The Real Reason Your Meatloaf Is Falling Apart

If you pull your meatloaf out of the oven after an hour of baking and realize that it's basically a crumbly mess, you likely did one thing wrong — you didn't include enough of your binding ingredient. Right after your meat, your binder, Frugal Cooking attests, is your most important meatloaf ingredient. It keeps everything together, creates the right meatloaf texture, and keeps your meat moist through the long cooking process.

Traditionally, meatloaf recipes will include bread and eggs as a binder, either fresh or stale bread, ran through a blender (some prefer the texture of breadcrumbs) or simply cut down into small pieces, plus an egg or two. Together, the bread and eggs keep your ground beef or sausage, as well as any diced, cooked veggies, all together in that wonderful loaf shape, so when you cut into your cooked meatloaf, everything stays in one place, versus crumpling into bits of cooked, ground meat.

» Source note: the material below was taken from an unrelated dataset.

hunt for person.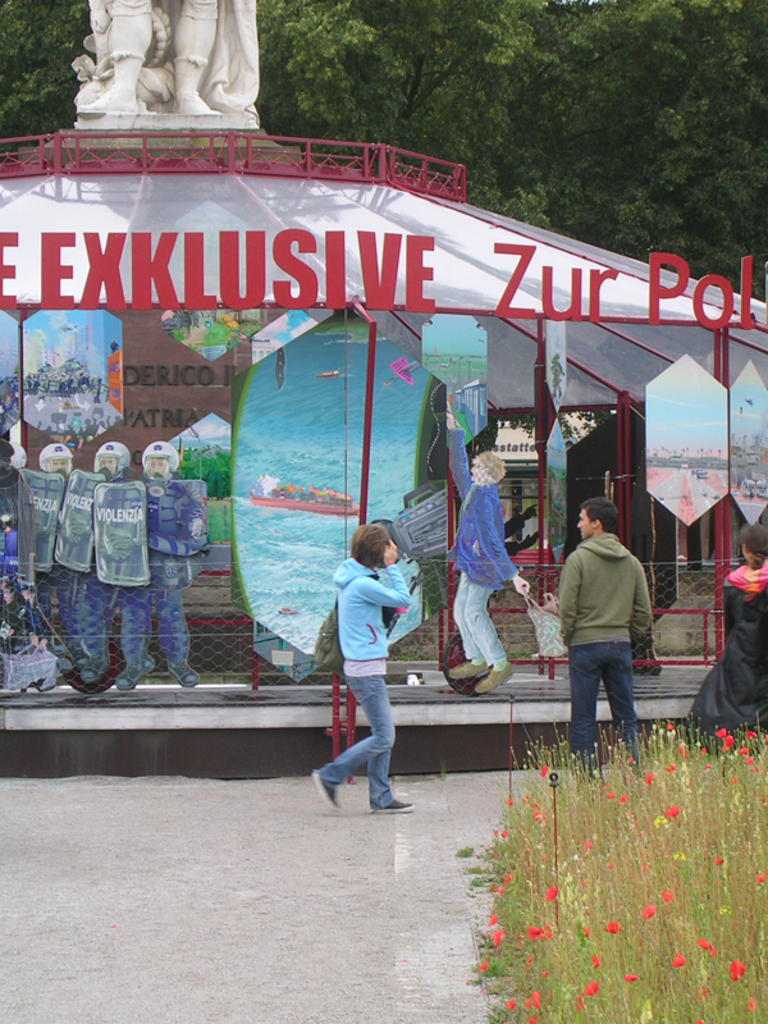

But what if you don't want to add bread and eggs to your meatloaf?

If you're not keen on adding bread and eggs to your meatloaf, or you're following a gluten free or vegetarian/vegan diet, and you want to avoid either or both ingredients, you do have some other options. You're not restricted to using only bread and eggs as your binding ingredients. The Cookful recommends replacing bread with a gluten free bread, breadcrumbs, or crackers, but other options include oatmeal, rice, barley, dehydrated vegetables, pork rinds, boxed stuffing, dried soup mix, or corn flakes. 

Some home cooks even like mashed potatoes as a replacement for the bread. According to The Kitchen Revival, you can replace the eggs with olive oil, a mixture of flax seeds and water, mayonnaise, gelatin, or chia seeds. Whatever binders you choose to add to your meatloaf, the chefs on the TODAY staff suggest further refining your 'loaf by using a high-fat meat, topping the meatloaf with a glaze (a ketchup-brown sugar mixture or barbecue sauce are both popular options), and then letting it rest after cooking, to help with slicing and retaining moisture.